A story that used graphics in comic form to tell the story of Zumrat Dawut, a Uyghur woman who said she was persecuted and detained by the Chinese government as part of systemic abuses against her community, brought the illustrated reporting and commentary prize to Fahmida Azim, Anthony Del Col, Josh Adams and Walt Hickey of Insider.

Jennifer Senior of The Atlantic won the award for feature writing, for a piece marking the 20th anniversary of the 9/11 attacks through a family’s grief.

Melinda Henneberger of The Kansas City Star won for commentary, for columns about a retired police detective accused of sexual abuse and those who said they were assaulted calling for justice.

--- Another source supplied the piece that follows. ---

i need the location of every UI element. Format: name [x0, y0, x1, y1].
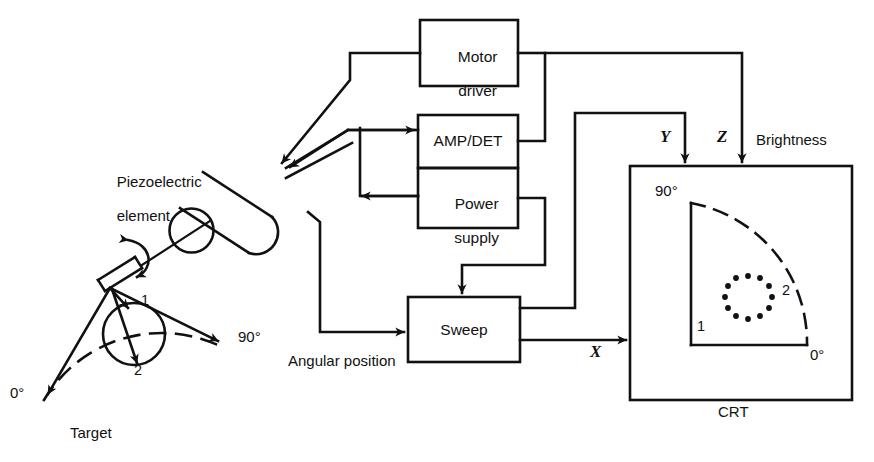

The editorial writing prize went to Lisa Falkenberg, Michael Lindenberger, Joe Holley and Luis Carrasco of the Houston Chronicle, for a piece that called for voting reforms and exposed voter suppression tactics.

The staffs of Futuro Media and PRX took the audio reporting prize for the profile of a man who had been in prison for 30 years and was re-entering the outside world.

The Pulitzer Board awarded a special citation to the journalists of Ukraine for their “courage, endurance, and commitment to truthful reporting during (President) Vladimir Putin’s ruthless invasion of their country and his propaganda war in Russia”.

“Despite bombardment, abductions, occupation, and even deaths in their ranks, they have persisted in their effort to provide an accurate picture of a terrible reality, doing honour to Ukraine and to journalists around the world,” the committee said.

The Pulitzer Prizes were established by Joseph Pulitzer, a Hungarian-American journalist and newspaper publisher, who left money to Columbia University upon his death in 1911.

A portion of his bequest was used to found the School of Journalism in 1912 and establish the Pulitzer Prizes, which were first awarded in 1917.

The 19-member Pulitzer Board is composed of leading journalists and news executives from media outlets across the US, as well as five academics or persons in the arts.

The dean of Columbia’s journalism school and the administrator of the prizes are non-voting members.

The chair rotates annually to the most senior member or members.

The Pulitzer Board has also awarded a special citation to Ukrainian journalists.

The board recognised those in their home country covering the ongoing crisis that began earlier this year for “their courage, endurance, and commitment to truthful reporting during Vladimir Putin’s ruthless invasion of their country and his propaganda war in Russia.”

The board said their reporting has provided an accurate picture of the situation in the country and has done honour to both Ukraine and journalists everywhere.